Which model assumes the acquisition of a company with a significant amount of borrowed funds?

Explanation:
The leveraged buyout model is built around financing the acquisition with a large amount of debt relative to equity. In an LBO, a sponsor uses borrowed funds—often secured by the target’s assets and cash flows—to finance most of the purchase price. The model then tracks a debt schedule, interest costs, principal repayments, and covenants, showing how the target’s cash flows are used to pay down debt over time. Returns for the sponsors come from the combination of debt repayment (which boosts equity value as leverage is reduced) and the exit, rather than from operating improvements alone. This contrasts with a standard DCF, which focuses on the company’s cash flows and uses a discount rate to determine value largely independent of the financing mix. Relative valuations like public comps or acquisition comps pull values from peers’ multiples and don’t model how a deal is funded, so they don’t capture the leverage dynamics and debt paydown central to an LBO.
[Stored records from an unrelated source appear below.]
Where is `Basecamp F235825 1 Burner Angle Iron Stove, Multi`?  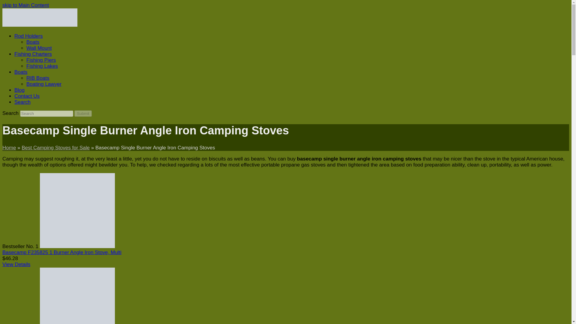 Basecamp F235825 1 Burner Angle Iron Stove, Multi is located at coordinates (62, 252).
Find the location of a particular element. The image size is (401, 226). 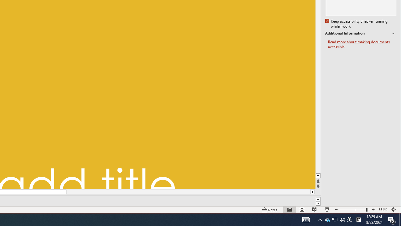

Notification Chevron is located at coordinates (383, 209).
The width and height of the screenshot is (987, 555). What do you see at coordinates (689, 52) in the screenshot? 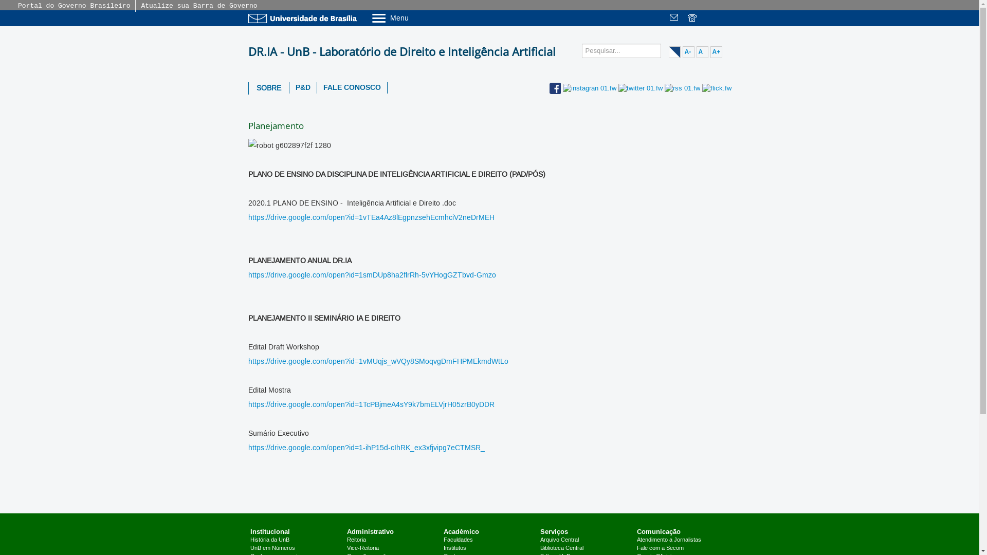
I see `A-` at bounding box center [689, 52].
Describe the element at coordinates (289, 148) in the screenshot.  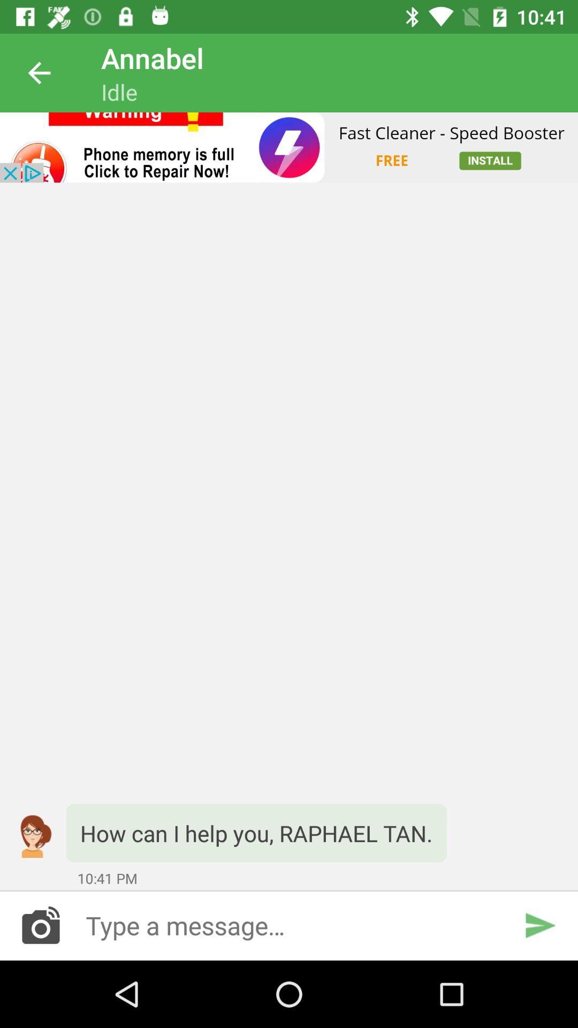
I see `advertisement` at that location.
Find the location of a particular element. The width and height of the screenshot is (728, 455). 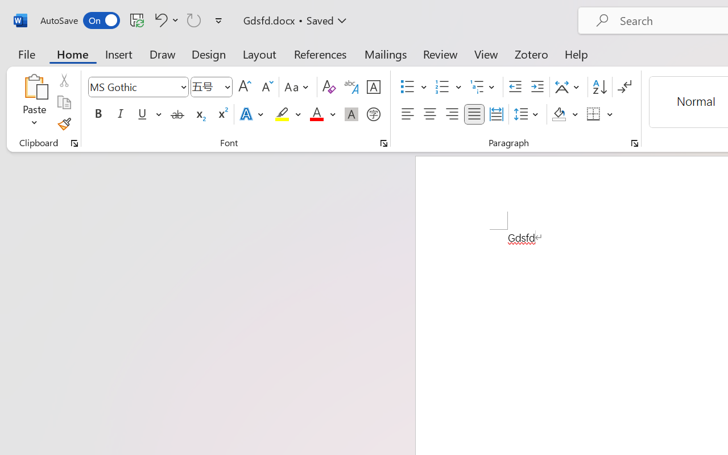

Show/Hide Editing Marks is located at coordinates (624, 87).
The leveraged buyout model is built around financing the acquisition with a large amount of debt relative to equity. In an LBO, a sponsor uses borrowed funds—often secured by the target’s assets and cash flows—to finance most of the purchase price. The model then tracks a debt schedule, interest costs, principal repayments, and covenants, showing how the target’s cash flows are used to pay down debt over time. Returns for the sponsors come from the combination of debt repayment (which boosts equity value as leverage is reduced) and the exit, rather than from operating improvements alone.

This contrasts with a standard DCF, which focuses on the company’s cash flows and uses a discount rate to determine value largely independent of the financing mix. Relative valuations like public comps or acquisition comps pull values from peers’ multiples and don’t model how a deal is funded, so they don’t capture the leverage dynamics and debt paydown central to an LBO.